Organized a decade ago by Garst, the innovative music director of the Unitarian Fellowship, the UU Recital Series may have a cumbersome title, but it has an illustrious history.

After a 25-year performance and college teaching career as professor of piano, harpsichord and keyboard ensembles at George Washington University, Garst and her husband, Ron, moved to Durango. She immediately set to work establishing an intimate recital series by inviting regional musicians to perform.

Her outreach continues this year with programs and performers local audiences may have not heard before.

Christensen, who is relatively new to town, recently performed with the San Juan Symphony in the twin-concert season opener in Telluride and Durango. After 15 years as professor of music at Southwest Missouri State University, Christensen and his wife have moved to the Southwest.

He holds a doctor of musical arts degree from Stony Brook University in New York and has served in the music departments of Dickenson College and the Pennsylvania Academy of Music.

In Durango, Christensen has established a private violin studio, performs with the San Juan Symphony and will appear later in the year in other recitals.

But he will make his solo Durango debut tonight with Garst.

Together, the musicians will open the recital series with Mozart’s Sonata in B-flat Major, KV 378, followed by a rendering of the theme from “Schindler’s List,” by American composer John Williams.

The duo will close the first half with a transcription of George Gershwin’s “Bess, You is My Woman Now,” from the American opera “Porgy and Bess.” The Gershwin transcription was made by none other than violinist Jascha Heifetz. Unknown to many music fans, he had a parallel career as a jazz composer-arranger under the pseudonym Jim Hoyl.

After intermission, Christensen and Garst will perform Brahms Sonata in G Major, Op. 78, an expansive three-movement work. And to conclude the evening, the duo will play the tango-inspired “Improvviso in D Minor”, by the Italian film composer Nino Rota.

The work, like the theme from “Schindler’s List,” may well be familiar to audience members.

Judith Reynolds is an arts journalist and member of the American Theater Critics Association.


- **EXERCISE DIRECTIONS**:
List all the lines in these records that hold "span".

- **Website and app data records**:
•••••

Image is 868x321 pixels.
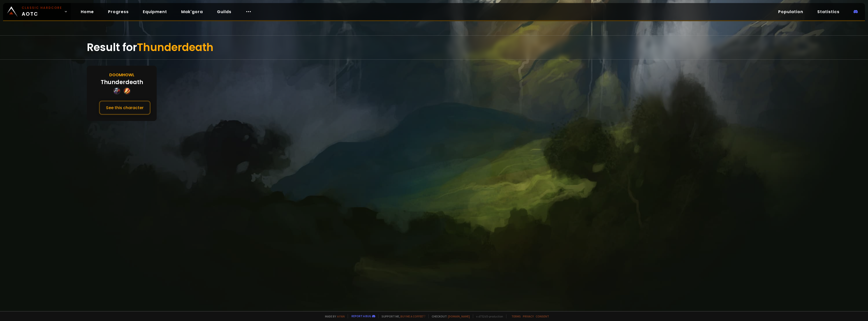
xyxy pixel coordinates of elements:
span: AOTC [22,5,62,18]
span: Made by [322,314,345,319]
a: Guilds [213,7,235,17]
div: Thunderdeath [100,78,143,86]
a: [DOMAIN_NAME] [448,314,470,319]
a: Equipment [139,7,171,17]
a: Terms [512,314,521,319]
button: See this character [99,101,151,115]
div: Result for [87,35,781,59]
a: Population [774,7,807,17]
a: Report a bug [352,314,371,318]
a: Privacy [523,314,533,319]
a: Classic HardcoreAOTC [3,3,71,20]
a: Home [77,7,98,17]
span: v. d752d5 - production [473,314,503,319]
span: Thunderdeath [137,40,214,55]
a: Progress [104,7,133,17]
a: a fan [337,314,345,319]
a: Mak'gora [177,7,207,17]
a: Consent [536,314,549,319]
div: Doomhowl [109,72,134,78]
a: Buy me a coffee [400,314,425,319]
small: Classic Hardcore [22,5,62,10]
a: Statistics [813,7,844,17]
span: Checkout [428,314,470,319]
span: Support me, [378,314,425,319]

•••••

- **ANSWER SECTION**:
span: AOTC [22,5,62,18]
span: Made by [322,314,345,319]
span: v. d752d5 - production [473,314,503,319]
span: Thunderdeath [137,40,214,55]
span: Checkout [428,314,470,319]
span: Support me, [378,314,425,319]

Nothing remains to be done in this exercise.